What is a CRM audit?

A CRM audit is a structured review of the CRM system behind a revenue team. It looks at the quality of the data, the fields teams use, the lifecycle stages, the workflows, the integrations and the dashboards that leadership uses to make decisions.

The point is not only to find dirty data. The point is to know if the CRM can be trusted to support sales, marketing, RevOps and reporting.

What does a CRM audit check?

AreaWhat the audit checksWhy it matters
Data qualityduplicates, missing values, stale recordsunreliable segmentation and reporting
Fieldsrequired fields, unused fields, duplicate meaningsunclear sales and RevOps process
Lifecyclestages, lead status, handoffsbroken funnel visibility
Workflowsrouting, assignment, alerts, enrichment triggersoperational errors at scale
IntegrationsCRM, enrichment, sales tools, marketing toolsconflicting sources of truth
Reportingdashboards, filters, definitionsleadership cannot trust metrics

CRM audit vs CRM cleanup

A CRM audit is the diagnosis. CRM cleanup is the correction.

If a team cleans data without auditing the CRM first, it can fix symptoms while leaving the root cause in place. Duplicates can return if import rules, enrichment workflows or ownership are not corrected.

When should a company run a CRM audit?

A CRM audit is useful when sales does not trust the CRM, reports do not match reality, handoffs are unclear, enrichment creates conflicting values or the team is preparing to scale a new go-to-market motion.

It is also useful before migrations, reporting rebuilds, lifecycle redesigns or new outbound motions.

What should the output include?

The output should not be a long list of random issues. It should be a prioritized action plan.

A strong CRM audit output includes:

  • the issue;
  • the business risk;
  • the affected team;
  • the recommended fix;
  • the owner;
  • the dependency;
  • the priority.

Cashmyrr angle

Cashmyrr should position a CRM audit as a revenue reliability project, not a technical hygiene task. The best message is simple: if the CRM is not trusted, the team cannot scale sales, reporting or automation safely.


= EXERCISE GOAL =
Scan the records for lines with the word "parch", and copy every such line.

[AVAILABLE DATA Boundary: Start]

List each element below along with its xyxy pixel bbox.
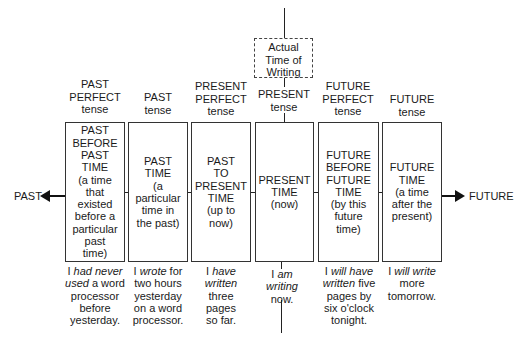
tense-label-past-perfect: PAST PERFECT tense [60, 78, 130, 116]
time-box-past-to-present: PAST TO PRESENT TIME (up to now) [191, 122, 251, 262]
tense-label-future: FUTURE tense [376, 93, 448, 118]
box-text: FUTURE BEFORE FUTURE TIME (by this futur… [326, 149, 371, 235]
example-sentence: I had neverused a wordprocessorbeforeyes… [60, 265, 130, 326]
box-text: PAST TO PRESENT TIME (up to now) [195, 155, 247, 229]
time-of-writing-line-mid2 [284, 113, 285, 122]
time-box-past: PAST TIME (a particular time in the past… [128, 122, 188, 262]
time-box-past-before-past: PAST BEFORE PAST TIME (a time that exist… [65, 122, 125, 262]
example-sentence: I will writemoretomorrow. [376, 265, 448, 302]
example-sentence: I havewrittenthreepagesso far. [186, 265, 256, 326]
box-text: PAST TIME (a particular time in the past… [135, 155, 180, 229]
example-sentence: I amwritingnow. [250, 268, 314, 305]
time-box-future: FUTURE TIME (a time after the present) [382, 122, 442, 262]
tense-label-present-perfect: PRESENT PERFECT tense [183, 80, 259, 118]
tense-label-future-perfect: FUTURE PERFECT tense [312, 80, 384, 118]
box-text: FUTURE TIME (a time after the present) [390, 161, 435, 222]
future-end-label: FUTURE [469, 190, 514, 202]
time-box-present: PRESENT TIME (now) [255, 122, 314, 262]
past-end-label: PAST [14, 190, 42, 202]
box-text: PAST BEFORE PAST TIME (a time that exist… [72, 124, 117, 259]
arrow-left-icon [40, 189, 66, 203]
example-sentence: I wrote fortwo hoursyesterdayon a wordpr… [124, 265, 192, 326]
time-box-future-before-future: FUTURE BEFORE FUTURE TIME (by this futur… [318, 122, 379, 262]
example-sentence: I will havewritten fivepages bysix o'clo… [314, 265, 384, 326]
box-text: PRESENT TIME (now) [259, 174, 311, 211]
arrow-right-icon [441, 189, 465, 203]
actual-time-of-writing-box: Actual Time of Writing [254, 38, 313, 78]
time-of-writing-line-mid [284, 78, 285, 87]
time-of-writing-line-top [284, 8, 285, 38]
tense-label-present: PRESENT tense [250, 88, 318, 113]
time-of-writing-line-bottom [281, 300, 282, 333]
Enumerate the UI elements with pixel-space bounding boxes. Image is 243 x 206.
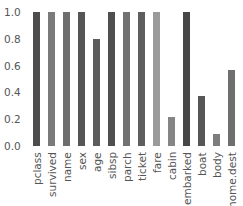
bar-age bbox=[93, 39, 100, 146]
x-tick-label: embarked bbox=[181, 152, 193, 205]
bar-sibsp bbox=[108, 12, 115, 146]
x-tick-label: survived bbox=[46, 152, 58, 197]
bar-fare bbox=[153, 12, 160, 146]
y-tick-label: 0.4 bbox=[4, 86, 30, 98]
x-tick-label: fare bbox=[151, 152, 163, 173]
x-tick-label: age bbox=[91, 152, 103, 172]
bar-embarked bbox=[183, 12, 190, 146]
x-tick-label: name bbox=[61, 152, 73, 182]
bar-ticket bbox=[138, 12, 145, 146]
x-tick-label: sex bbox=[76, 152, 88, 170]
x-tick-label: parch bbox=[121, 152, 133, 182]
bar-home-dest bbox=[228, 70, 235, 146]
y-tick-label: 1.0 bbox=[4, 6, 30, 18]
bar-name bbox=[63, 12, 70, 146]
bar-body bbox=[213, 134, 220, 146]
bar-sex bbox=[78, 12, 85, 146]
x-tick-label: sibsp bbox=[106, 152, 118, 179]
x-tick-label: ticket bbox=[136, 152, 148, 181]
bar-parch bbox=[123, 12, 130, 146]
x-tick-label: body bbox=[211, 152, 223, 178]
x-tick-label: home.dest bbox=[226, 152, 238, 206]
y-tick-label: 0.0 bbox=[4, 140, 30, 152]
bar-boat bbox=[198, 96, 205, 146]
x-tick-label: cabin bbox=[166, 152, 178, 180]
y-tick-label: 0.2 bbox=[4, 113, 30, 125]
x-tick-label: pclass bbox=[31, 152, 43, 185]
bar-pclass bbox=[33, 12, 40, 146]
y-tick-label: 0.6 bbox=[4, 60, 30, 72]
bar-survived bbox=[48, 12, 55, 146]
y-tick-label: 0.8 bbox=[4, 33, 30, 45]
x-tick-label: boat bbox=[196, 152, 208, 176]
bar-cabin bbox=[168, 117, 175, 146]
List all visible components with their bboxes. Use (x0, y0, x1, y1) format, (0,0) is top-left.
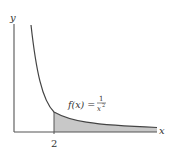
function-label: f(x) = (67, 99, 95, 110)
curve-f-of-x (31, 25, 157, 128)
fraction-denominator: x (97, 105, 101, 113)
shaded-area (54, 112, 157, 132)
fraction-exponent: 2 (102, 102, 105, 108)
improper-integral-diagram: y x 2 f(x) = 1 x 2 (0, 0, 178, 152)
tick-label-2: 2 (51, 138, 57, 149)
y-axis-label: y (9, 12, 16, 23)
x-axis-label: x (159, 125, 165, 136)
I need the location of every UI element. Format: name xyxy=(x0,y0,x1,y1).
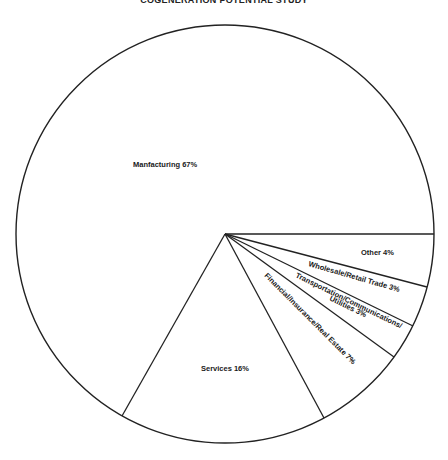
slice-label-other: Other 4% xyxy=(361,248,394,257)
slice-label-services: Services 16% xyxy=(201,364,249,373)
slice-label-manufacturing: Manfacturing 67% xyxy=(133,160,198,169)
pie-chart: Manfacturing 67% Services 16% Other 4% W… xyxy=(0,0,448,460)
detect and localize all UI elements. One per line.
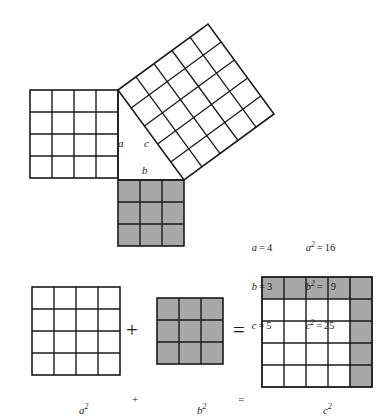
operator-equals: = — [233, 320, 245, 341]
bottom-square-a2 — [32, 287, 120, 375]
bottom-square-b2 — [157, 298, 223, 364]
values-row-b-squared: b2=9 — [290, 267, 336, 280]
values-row-b: b=3 — [236, 267, 272, 280]
label-leg-a: a — [118, 138, 124, 149]
square-on-hypotenuse-c — [118, 24, 274, 180]
bottom-label-plus: + — [132, 394, 138, 405]
square-on-leg-a — [30, 90, 118, 178]
label-hypotenuse-c: c — [144, 138, 149, 149]
pythagorean-figure: a b c a=4 b=3 c=5 a2=16 b2=9 c2=25 + = a… — [0, 0, 391, 420]
bottom-label-equals: = — [238, 394, 244, 405]
label-leg-b: b — [142, 165, 148, 176]
bottom-label-b-squared: b2 — [186, 394, 206, 420]
values-row-a-squared: a2=16 — [290, 228, 336, 241]
bottom-label-c-squared: c2 — [312, 394, 332, 420]
values-row-c-squared: c2=25 — [290, 306, 336, 319]
values-row-a: a=4 — [236, 228, 272, 241]
square-on-leg-b — [118, 180, 184, 246]
operator-plus: + — [126, 320, 138, 341]
values-right-column: a2=16 b2=9 c2=25 — [290, 202, 336, 345]
bottom-label-a-squared: a2 — [68, 394, 88, 420]
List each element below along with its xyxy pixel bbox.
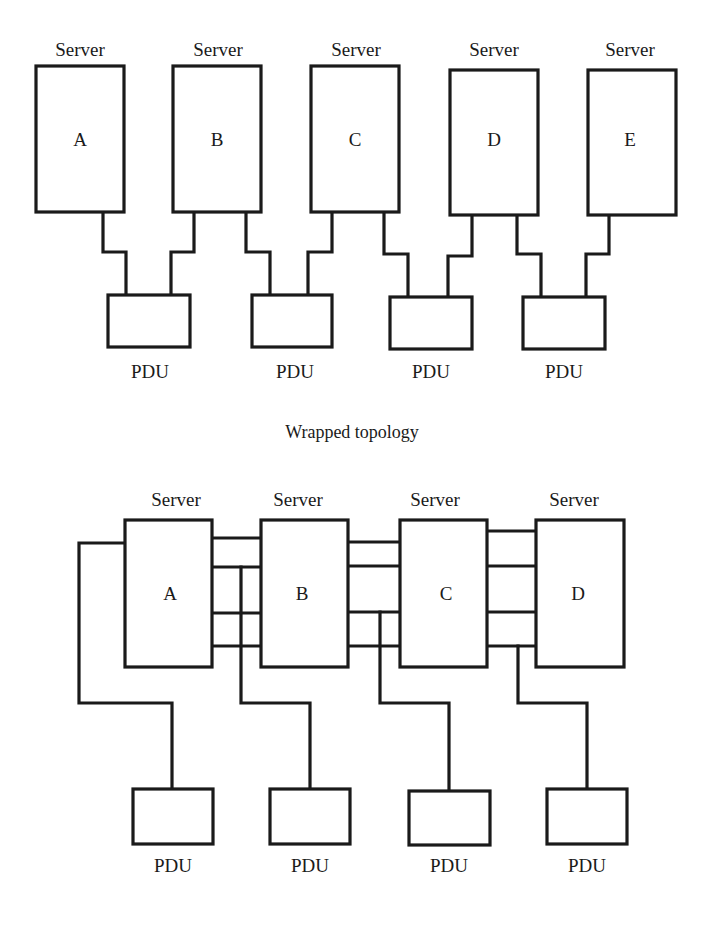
server-letter-a: A [73,129,87,150]
server-d: D [536,520,624,667]
server-label-c: Server [331,39,381,60]
server-a: A [36,66,124,212]
server-a: A [125,520,212,667]
server-label-b: Server [273,489,323,510]
pdu-4: PDU [523,297,605,382]
pdu-label-2: PDU [276,361,314,382]
pdu-2: PDU [270,789,350,876]
server-b: B [173,66,261,212]
pdu-label-1: PDU [154,855,192,876]
wrapped-topology-diagram: Server Server Server Server Server A B [36,39,676,442]
server-label-a: Server [55,39,105,60]
wire-b-pdu2 [246,212,270,295]
wire-c-pdu2 [308,212,332,295]
server-e: E [588,70,676,215]
wire-d-pdu3 [448,215,472,296]
wire-c-pdu3 [384,212,408,296]
server-c: C [400,520,487,667]
pdu-label-3: PDU [430,855,468,876]
pdu-label-4: PDU [568,855,606,876]
interconnected-topology-diagram: Server Server Server Server A [79,489,627,876]
server-label-a: Server [151,489,201,510]
server-letter-c: C [440,583,453,604]
wire-e-pdu4 [586,215,609,296]
server-letter-e: E [624,129,636,150]
pdu-1: PDU [108,295,190,382]
wire-b-pdu1 [171,212,194,295]
server-letter-b: B [211,129,224,150]
pdu-label-2: PDU [291,855,329,876]
server-label-c: Server [410,489,460,510]
pdu-4: PDU [547,789,627,876]
server-label-e: Server [605,39,655,60]
server-label-d: Server [469,39,519,60]
server-d: D [450,70,538,215]
pdu-3: PDU [409,791,490,876]
topology-diagrams: Server Server Server Server Server A B [0,0,702,931]
pdu-label-3: PDU [412,361,450,382]
server-letter-d: D [487,129,501,150]
caption-wrapped-topology: Wrapped topology [285,422,419,442]
server-label-d: Server [549,489,599,510]
pdu-1: PDU [133,789,213,876]
wire-d-pdu4 [517,215,541,296]
server-label-b: Server [193,39,243,60]
pdu-label-1: PDU [131,361,169,382]
server-b: B [261,520,348,667]
pdu-2: PDU [252,295,332,382]
server-letter-d: D [571,583,585,604]
server-letter-a: A [163,583,177,604]
server-c: C [311,66,399,212]
server-letter-b: B [296,583,309,604]
pdu-3: PDU [390,297,472,382]
server-letter-c: C [349,129,362,150]
pdu-label-4: PDU [545,361,583,382]
wire-a-pdu1 [103,212,126,295]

[AVAILABLE DATA Boundary: End]

= SOLUTION FOR THIS PROBLEM =
x-tick-label: parch bbox=[121, 152, 133, 182]
bar-parch bbox=[123, 12, 130, 146]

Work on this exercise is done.